Duplicate Logic in Middleware
Some middleware also needs to interpret the response as a success or failure (e.g. to retry, to log failures, etc.). Now, the response interpretation logic is duplicated across the caller and the middleware, which is both inconvenient and could cause inconsistency across the two implementations, causing bugs.
Proposed Solution
I propose a breaking change for swift-openapi-generator version 2.0.0 to address all of the current shortcomings.
I propose that the client automatically interprets responses and throws HTTPApplicationError when the response represents a failure.
Since the response deserialization code is inside of the client, the client could deserialize the response body, if any, and attach it to the error automatically. Error handling code would be able to catch the error using its concrete type HTTPApplicationError<Operations.myOperation.Output> or as an instance of HTTPApplicationErrorProtocol if the code does not care about the response body.
The generated client could expose properties to customize the response interpretation. The generated client methods could also have additional parameters to customize the response interpretation per operation.
Finally, it would be important for the client to interpret the response before passing the response to the middleware so that the middleware do not have to do their own response interpretation.
Putting it all together, it would look something like the following:
let client = Client(serverURL: URL(string: "http://localhost:8080/api")!,
transport: URLSessionTransport(),
// The middleware will handle HTTP application failures using the standard
// try-catch mechanism.
middlewares: [RetryMiddleware(), LoggingMiddleware()])
do {
// Safer than before.
_ = try await client.doSomething()
// More convenient than before.
_ = try await client.deleteSomething(successStatuses: [.ok, .notFound, .gone])
} catch let error as any HTTPApplicationErrorProtocol {
// The error type is public, allowing for more sophisticated error handling.
doSomething(with: error)
}Alternatives Considered
Alternative 1: Add middleware that interprets the response
Instead of building the response interpretation into the client directly, swift-openapi-runtime or a third-party library could expose a hypothetical ResponseInterpretationMiddleware that does the response interpretation. Developers would add ResponseInterpretationMiddleware to the list of middleware when creating the client.

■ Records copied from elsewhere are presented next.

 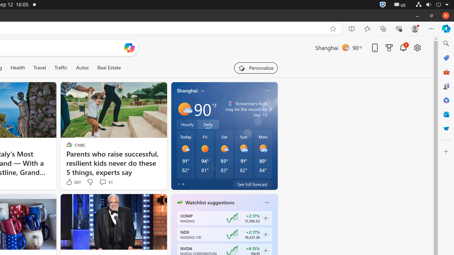 What do you see at coordinates (224, 235) in the screenshot?
I see `NDX NASDAQ 100 ‎+2.17%‎ 19,237.30` at bounding box center [224, 235].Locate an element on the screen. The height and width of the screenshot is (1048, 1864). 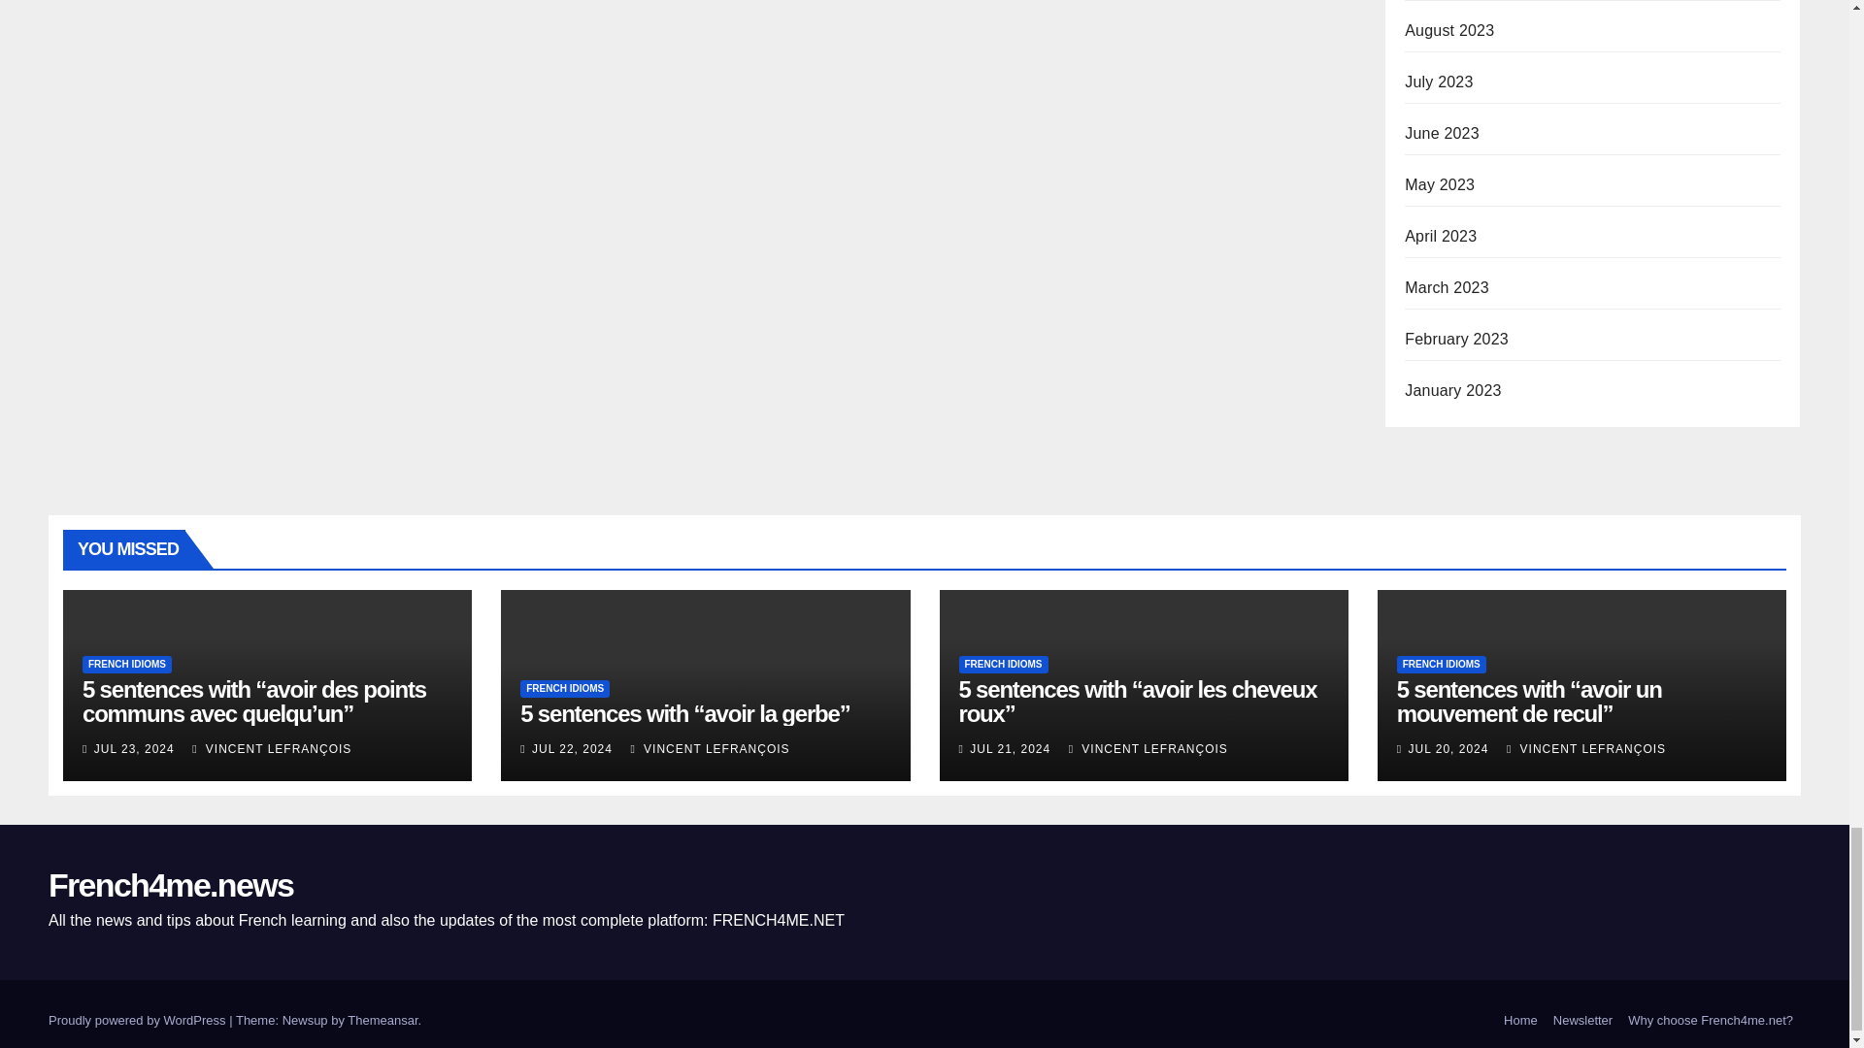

The first issue with this alternative is that middleware do not have access to the response deserialization code, so ResponseInterpretationMiddleware would not be able to attach the deserialized response body to the error.
Second, since the ResponseInterpretationMiddleware is optional, other middleware would not be able to rely on its availability and would need to do their own response interpretation, duplicating logic.
Finally, this alternative is less safe compared to the proposed solution since the developer would need to remember to add the ResponseInterpretationMiddleware to the list of middleware.
Alternative 2: Add a property to the generated response that returns the HTTPResponse value
In this alternative, the generated response would have a property to access the HTTPResponse value. The caller could then interpret the response themselves.
This alternative does not solve the safety issue since the developer still needs to remember to interpret the response.
This alternative also does not solve the middleware code duplication issue since the middleware would still need to do their own response interpretation.
Additional Information
If the proposed solution is accepted, feel free to add a dependency to my swift-http-error-handling package to help with implementation. You would gain access to the HTTPApplicationError type, the throwIfFailed methods, the default set of success statuses, and the default set of transient failure statuses.
I promise I won’t do anything sketchy with my package. 😆 But if it makes you feel better, I am also considering creating a proposal to merge my package into the swift-http-types package. Let me know if that would be a prerequisite. If it is, I’ll get right on it!